Focusing On The Masses
By 2015, LaRon’s clinics were in full swing, and while he still offered private lessons (he trained with Cynthia Ricciotti for two years before her
2018 Junior Worlds win), the need in Kansas City for larger teaching opportunities was too important to ignore. “I average about 900 people a year as far as clinics - the first year was over 1000. I’ll teach at schools, churches, community centers, and with the Boy Scouts and Girl Scouts,” he explained.
So what actually happens at one of LaRon’s events? He described that no matter the age of the group he’s teaching or just how many people there are, he starts everyone at the basket. He’ll go over the basics of putting, how to grip a disc, discuss how wind affects your putt, and more. LaRon takes teaching to a more personalized level when possible, although a full day at a school tends to be a bit different. “Sometimes we get 600 kids and have to treat them like cattle,” he said with a laugh.
After some time near the basket, Harris will have people back up to roughly 100 feet and work on their approach shots. He’s also developed props for use in the field as well, offering people a visual of where they are supposed to be throwing:
“I bought a lot of PVC and now I have 6’ tall pipes and 10’ tall pipes. I’ll make tunnels and gates, and I have a 4’x4’ net and two 6’x6’ nets. I can move those anywhere, so now when I have certain types of clinics I can use them. Originally I built it all for myself to help me hit better lines.”

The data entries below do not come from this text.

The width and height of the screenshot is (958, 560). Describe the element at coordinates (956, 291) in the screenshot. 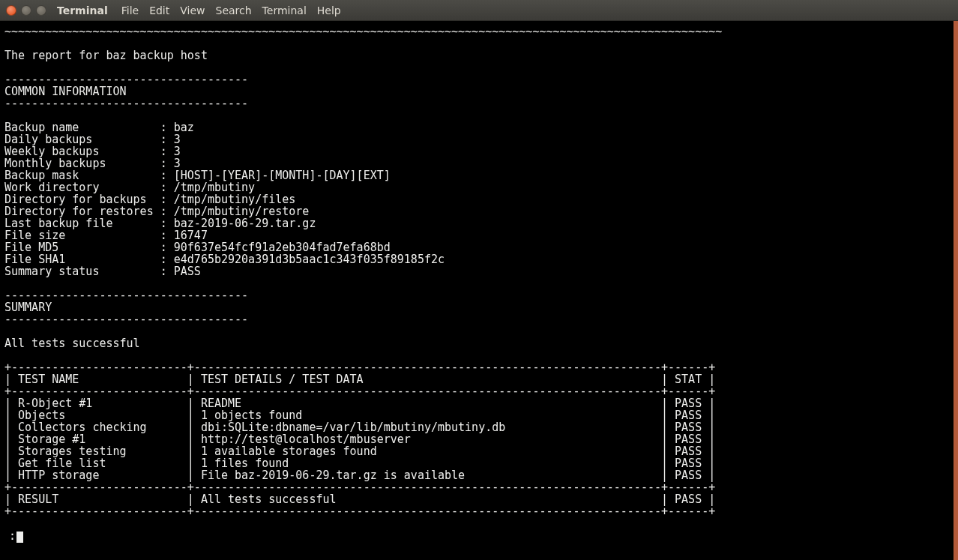

I see `scrollbar` at that location.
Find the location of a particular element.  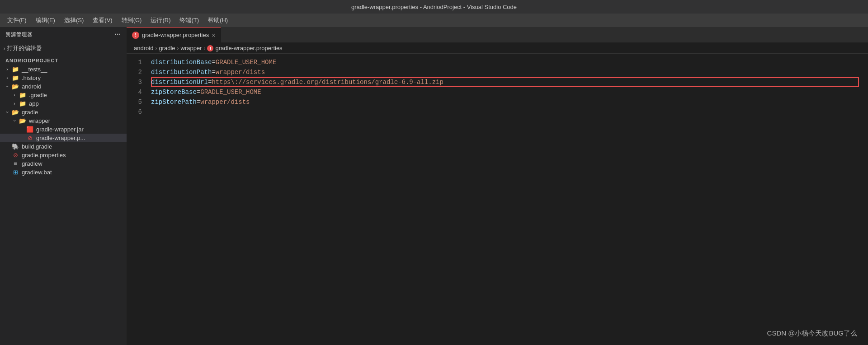

sidebar-header: 资源管理器 ··· is located at coordinates (63, 34).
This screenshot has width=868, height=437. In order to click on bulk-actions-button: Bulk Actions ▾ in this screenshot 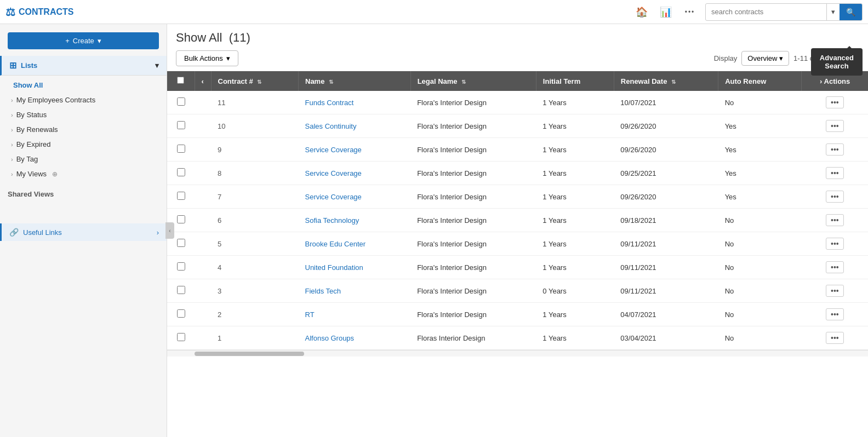, I will do `click(207, 58)`.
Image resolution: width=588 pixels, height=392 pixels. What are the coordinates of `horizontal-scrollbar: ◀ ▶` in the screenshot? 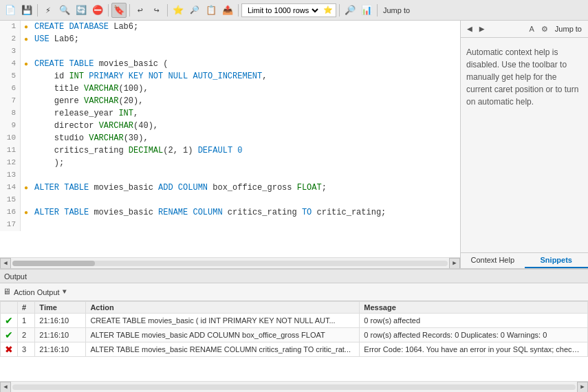 It's located at (230, 263).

LaRon has several clinics coming up this spring, with a stop in April at an elementary school. His May clinic is with a private business who has always shown a love for the sport - they put on an annual tournament but decided to incorporate an educational element to it several weeks beforehand. “I run into this a lot where one golfer works at a company and they reach out to me to come in. Most people in Kansas City know who to contact when it comes to clinics,” he explained.
Doing What LaRon Does
The need for in-depth training opportunities through clinics and private lessons is sorely needed across the nation, but many times people simply don’t know what to do to get started. While teaching came very naturally for LaRon, there was also an element of networking and strategy that helped him to get where he’s at today. His advice? “Talk to your club and see if there’s a need for it. Talk to local community groups, YMCAs, community centers - all those people might have a need for an alternative sport,” shared Harris.
With so many disc golfers in Kansas City, including the
Kansas City Flying Disc Club and a
Dynamic Discs retail store right in town, LaRon has his work cut out for him when it comes to promoting his clinics. Even if you don’t live anywhere near the Midwest, he’s always available to talk with people about their game and encourages locals to reach out to him via email at
laronwharris98@gmail.com or through his Facebook profile.
It’s time for more disc golfers to take a page from LaRon’s book and put themselves out there. Speaking with your first community group or two may be intimidating at first, but before long you’ll have the confidence needed to easily communicate to others just how beneficial disc golf is for people of all ages. Getting to create your own curriculum offers a creative outlet that most players don’t get to enjoy, and the reaction you get after a clinic is priceless. “I’ve never left a clinic where the kids weren’t happy,” LaRon said, and that right there is the ultimate measure of success.